I continued with the next exercise on the QML track, the task was to create a VQC (Variational Quantum Classifier) to classify Ising-spin systems into ordered and disordered states, with an accuracy of at least 90%.
The Ising model, is a simplified model of a ferromagnet, describing it’s magnetic properties. A ferromagnet displays spontaneous magnetization (i.e. parallel alignment of it’s atoms spins) below its critical temperature. In our dataset, the ferromagnet is represented by five spins arranged in a linear setup.

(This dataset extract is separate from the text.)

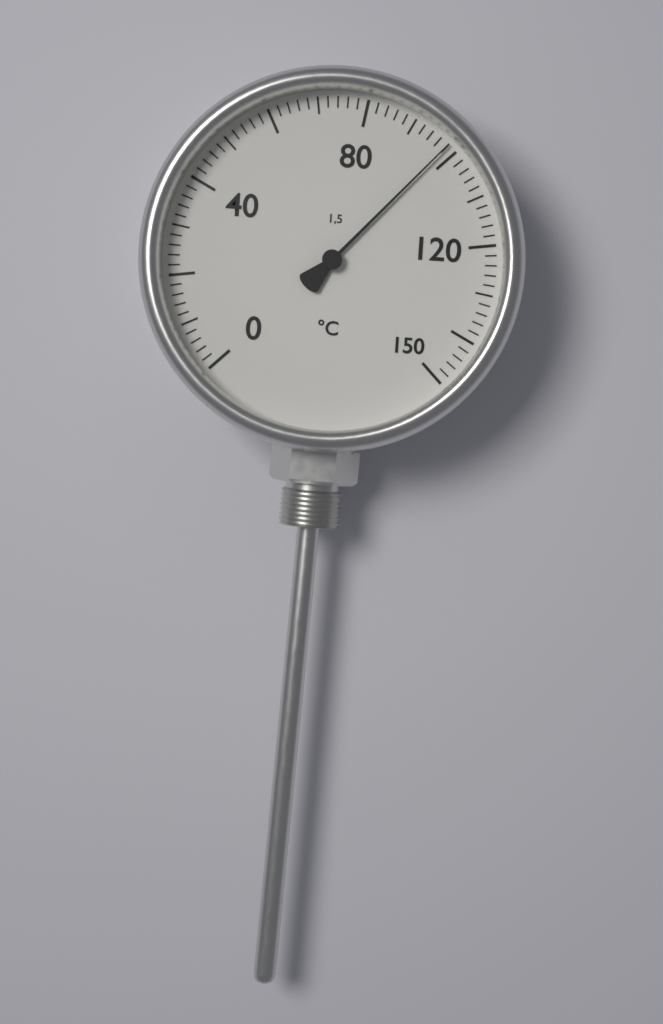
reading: 98 °C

Variational Quantum Classifier
A Variational Quantum Classifier differs in two essential points from a conventional NN classifier. Firstly, the input data needs to be encoded into qubits. Secondly, the hypothesis function is a parameterized quantum circuit. These parameters are subsequently optimized using classical optimizers.
Implementation
My implementation heavily draws on the PennyLane VQC tutorial, I made a few adaption though.
First we need to create our hypothesis, similarly to the tutorial I chose strongly entangling layers. I only want to distinguish two classes, and I do not want to create a quantum-classical hybrid pipeline (apart from the classically added bias term). Therefore, I only need the expectation value of a single qubit, it doesn’t matter which one I choose.
@qml.qnode(dev)
def circuit(weights, x):
"""VQC architecture, encodes input data and performs a series of strongly entangling layers, to perform the classification.
Args:
- weights (np.ndarray): weights for the entangling layers
- x (np.ndarray): spin configurations
Returns:
- prediction (float): expectation value of one qubit, after the entangling layers
"""
qml.BasisState(x, wires=range(num_wires))
qml.StronglyEntanglingLayers(weights=weights, wires=range(4))
return qml.expval(qml.PauliZ(0))
def variational_classifier(weights, bias, x):
return circuit(weights, x) + bias
Next, I initialize my parameters and my optimizer. I opted for three layers, and a smaller step size.
np.random.seed(0)
n_layers = 3
shape = qml.StronglyEntanglingLayers.shape(n_layers=n_layers, n_wires=num_wires)
weights = np.random.random(size=shape)
bias = np.array(0.0, requires_grad=True)
opt = NesterovMomentumOptimizer(0.1)
batch_size = 10
Finally, the optimization loop …
for it in range(25):
# Update the weights by one optimizer step
batch_index = np.random.randint(0, len(ising_configs), (batch_size,))
X_batch = ising_configs[batch_index]
Y_batch = labels[batch_index]
weights, bias, _, _ = opt.step(cost, weights, bias, X_batch, Y_batch)
# Compute accuracy
predictions = [np.sign(variational_classifier(weights, bias, x)) for x in ising_configs]
acc = accuracy(labels, predictions)
print(
"Iter: {:5d} | Cost: {:0.7f} | Accuracy: {:0.7f} ".format(
it + 1, cost(weights, bias, ising_configs, labels), acc
)
)
I reach an accuracy of 93.6%, a good result for this toy problem.